Wow—it was both so energizing and so tiring to be all together again in person! We noticed that more conversations happened around the workshops both between delegates and with us. We noticed that it was easier to give and get feedback during the workshops. We noticed that learning together is so fun and fulfilling in-person, and we had missed it more than we knew!

As we continue to travel in the coming months for other sessions across Canada, we will be sharing our work on the growth mindset with both professional organizations and entire Faculties, and that is really energizing too. We hope to see you soon face-to-face!

At our workshops, we were reminded that the challenges of academic work are never-ending. While this work is both fun and engaging for us, to do our newish jobs well, we have to be effective not only at managing our other work, but those parts of our work that don’t immediately get our pulse racing. Like email.

Email is as vital as it is mundane.

While none of us came into our careers to do more email, it is an ever-present companion to getting work done. But bad email practices harm the work we most value—because everything in academic work is connected. Take longer than is needed to email, damage relationships or reputation with email, or fail to recognize that emailing well is a learnable skill. All stand to reduce your precious time, development, and other work.

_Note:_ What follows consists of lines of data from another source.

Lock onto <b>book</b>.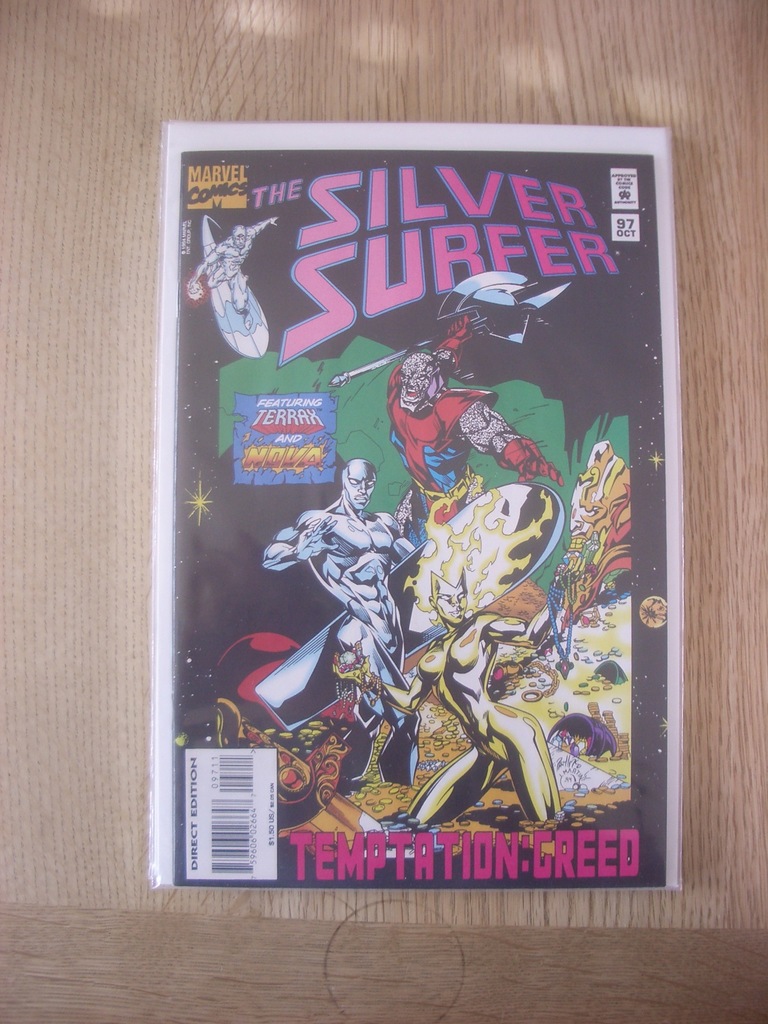
Locked: Rect(134, 60, 704, 937).
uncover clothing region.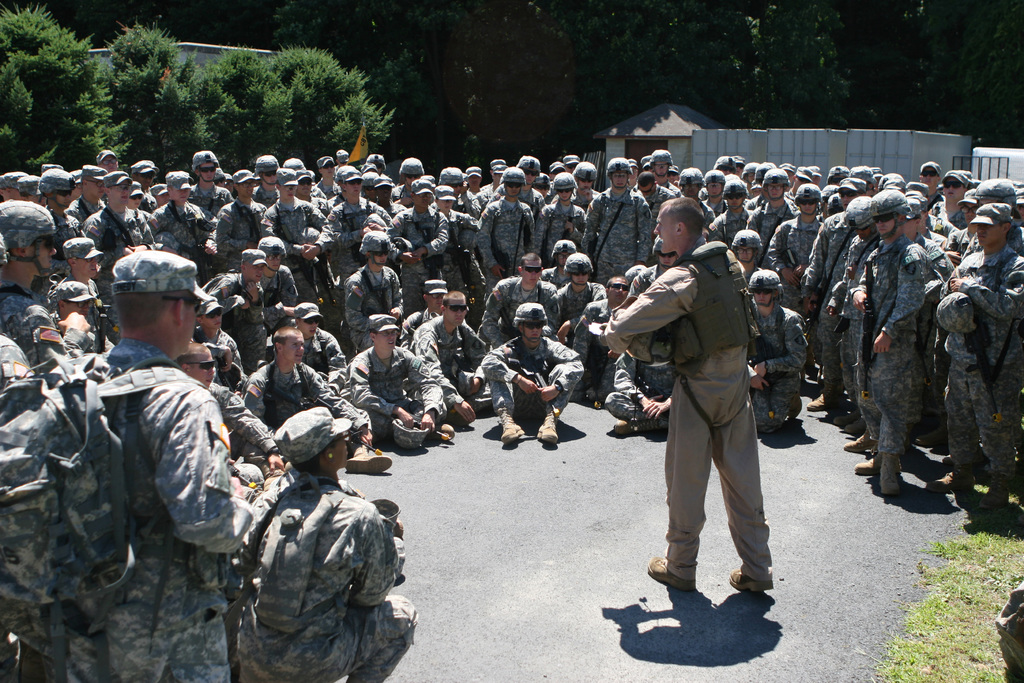
Uncovered: [0, 279, 58, 366].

Yet, because so few of us commit to getting better at email, we receive way too many bad and unnecessary emails. Each consumes time to write and read. Each acts as it’s own little barrier to other work being done too. We need to get better at email, and the time to do so is now.

This month’s Remarkable Resource is linked to our recent University Affairs Column on the “breaking the email curse”. Below you will find a printable version of the acrostic tool—“REDEMPTION”—you can use to focus on improving aspects of your email practices. By prioritizing this, you will benefit yourself, others, and ultimately all the other work you do.